The problem is particularly severe if you routinely attach your phone to your vehicle via Bluetooth, something that required an entirely different report showcasing how automakers also recklessly collect data from your mobile device and monetize it. Often without getting permission. And often with zero transparency as to security and encryption standards.

Mozilla's report got the attention of Senator Ed Markey, who this week penned a letter to the auto industry asking for more details:

These practices are unacceptable. Although certain data collection and sharing practices may have real benefits, consumers should not be subject to a massive data collection apparatus, with any disclosures hidden in pages-long privacy policies filled with legalese. Cars should not-and cannot-become yet another venue where privacy takes a backseat."

The data collected stems from location data (down to the meter), to even biometric data collected on drivers (pulse rate, breathing patterns). As with everything else you now do online, that data is then anonymized" (a useless term) and sold to a rotating crop of barely regulated data brokers, who in turn merge this data with other datasets to build vast profiles on every consumer alive.

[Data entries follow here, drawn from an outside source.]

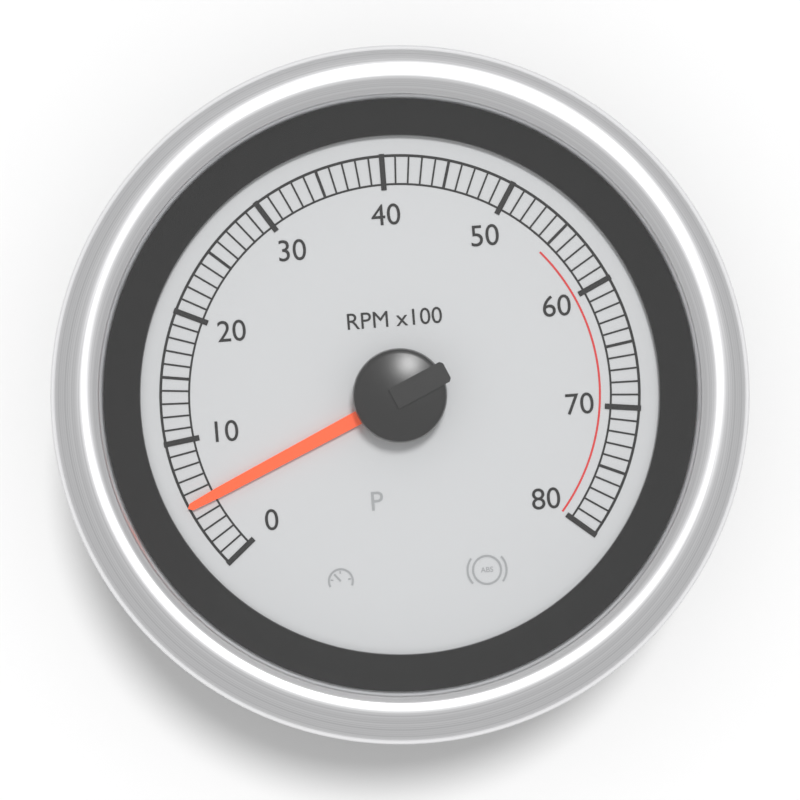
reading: 5 RPM x100
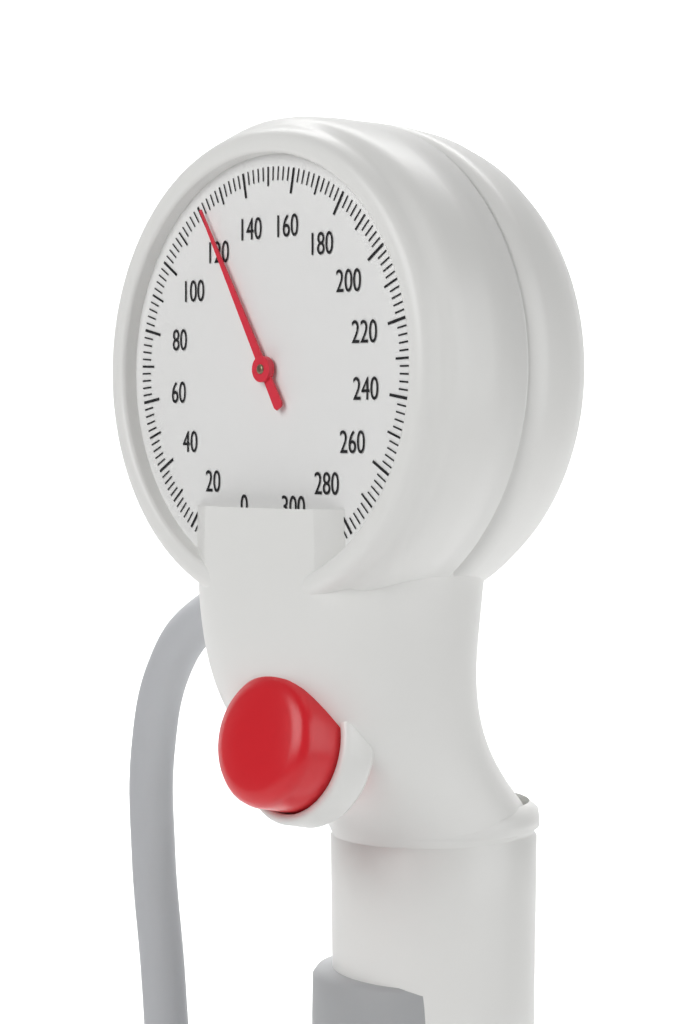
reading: 122 mmHg
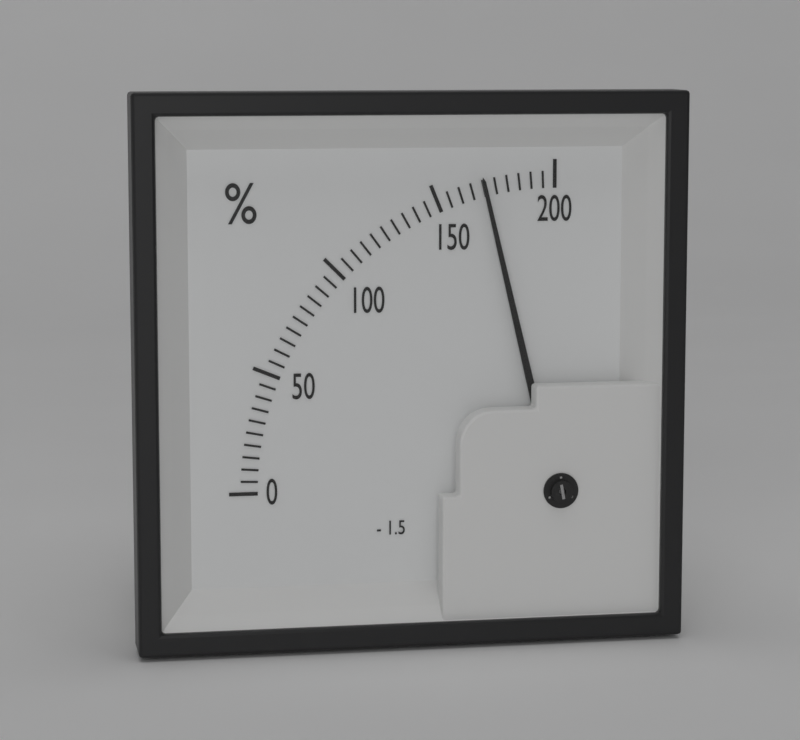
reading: 170 %
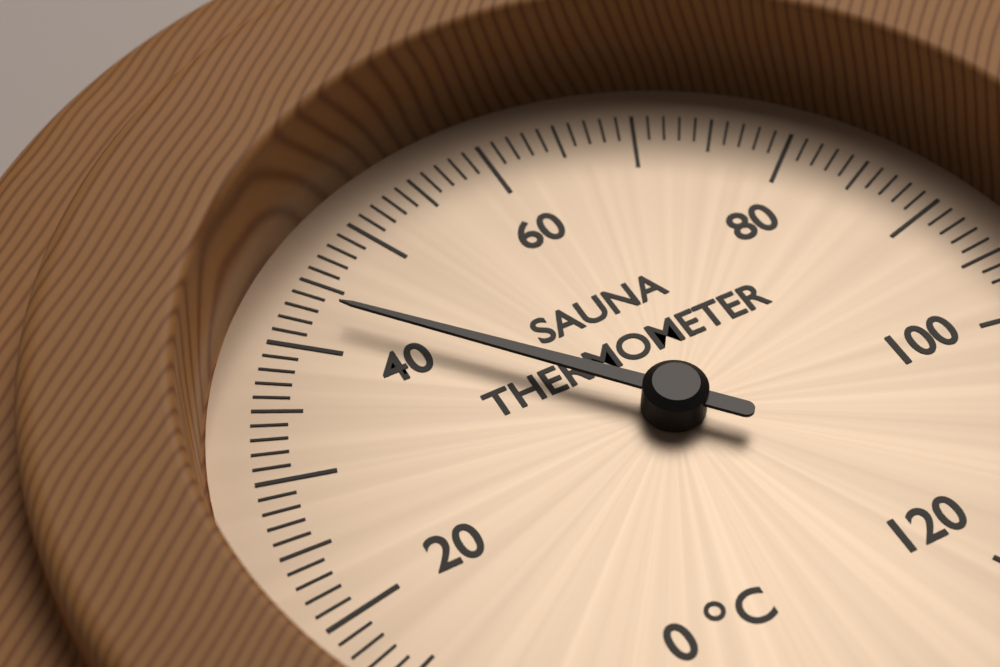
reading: 43 °C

The potential for abuse is obvious in the post-Roe authoritarian dipshit era, yet Congress still hasn't managed to pass even a baseline privacy law or regulate data brokers. In part because of lobbyist-induced apathy, but also because the U.S. government has grown fat and comfortable buying this kind of data to bypass warrants.

Whether Congress will do more than chirp after Markey receives the data he's looking for (he gave automakers until December 21 to answer numerous questions about their data collection practices) is unclear, but if history's any indication this probably ends with zero substantive reform whatsoever.

It's not clear what kind of scandal will be required for Congress to shake off its legislative, lobbyist-induced apathy (aka corruption) on privacy, but it's clearly going to require the kind of massive scandal that makes the ugly problems we've seen so far look like child's play by comparison.